[Saved entries]
☆ ☆ ☆ ☆ ☆ ☆ ☆

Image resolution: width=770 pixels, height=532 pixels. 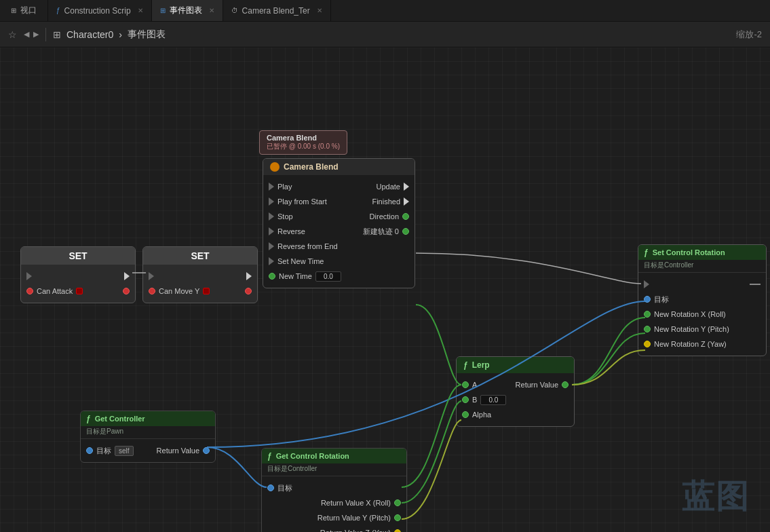 What do you see at coordinates (235, 11) in the screenshot?
I see `camera-icon: ⏱` at bounding box center [235, 11].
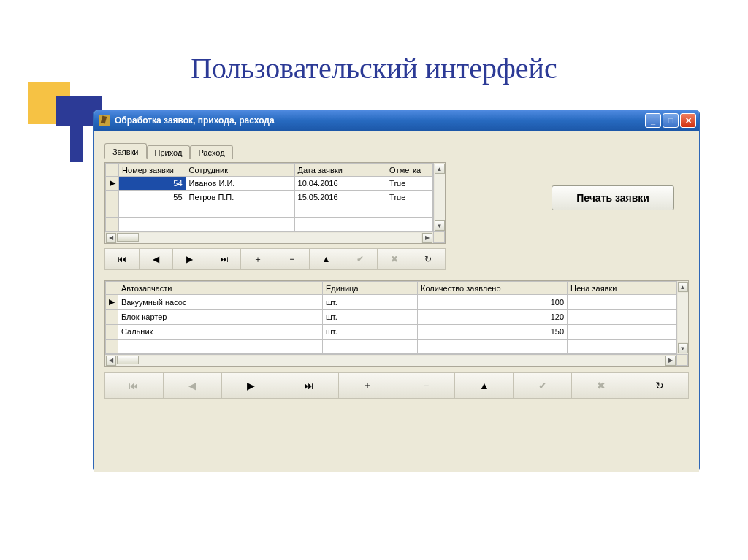 The height and width of the screenshot is (560, 748). What do you see at coordinates (340, 184) in the screenshot?
I see `cell-date: 10.04.2016` at bounding box center [340, 184].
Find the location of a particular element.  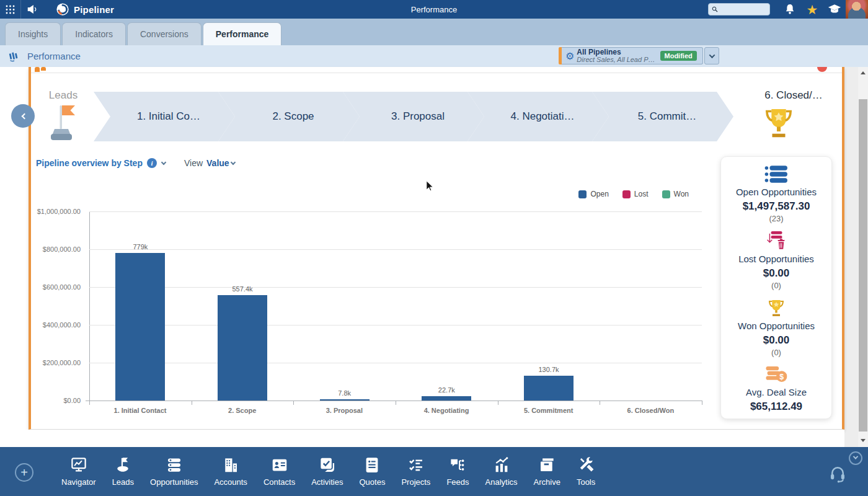

bar-value-label: 130.7k is located at coordinates (549, 370).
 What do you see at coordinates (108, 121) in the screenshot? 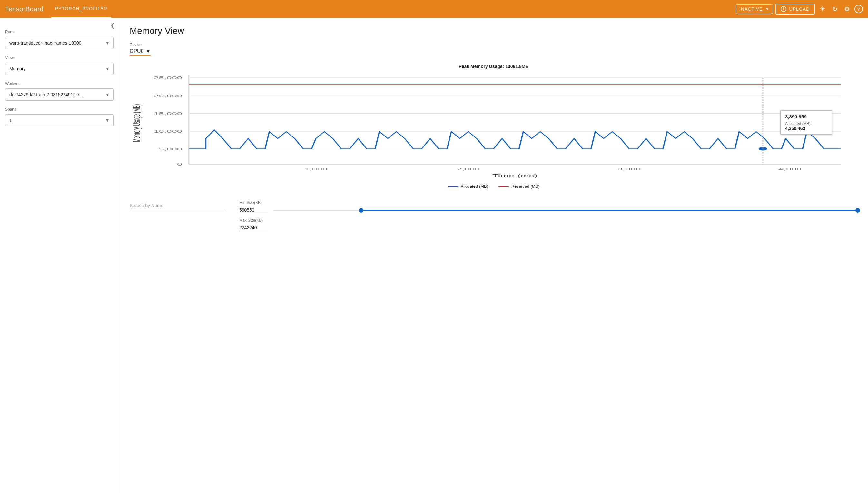
I see `spans-chevron-icon: ▼` at bounding box center [108, 121].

☆ ☆ ☆ ☆ ☆ ☆ ☆

**What to do:**
Beginning at the line that contains "What do you see at coordinates (108, 121)" and ending at the last line of the data, return each line exactly; no picture belongs in the copy.

**Answer to this task:**
 What do you see at coordinates (108, 121) in the screenshot? 
I see `spans-chevron-icon: ▼` at bounding box center [108, 121].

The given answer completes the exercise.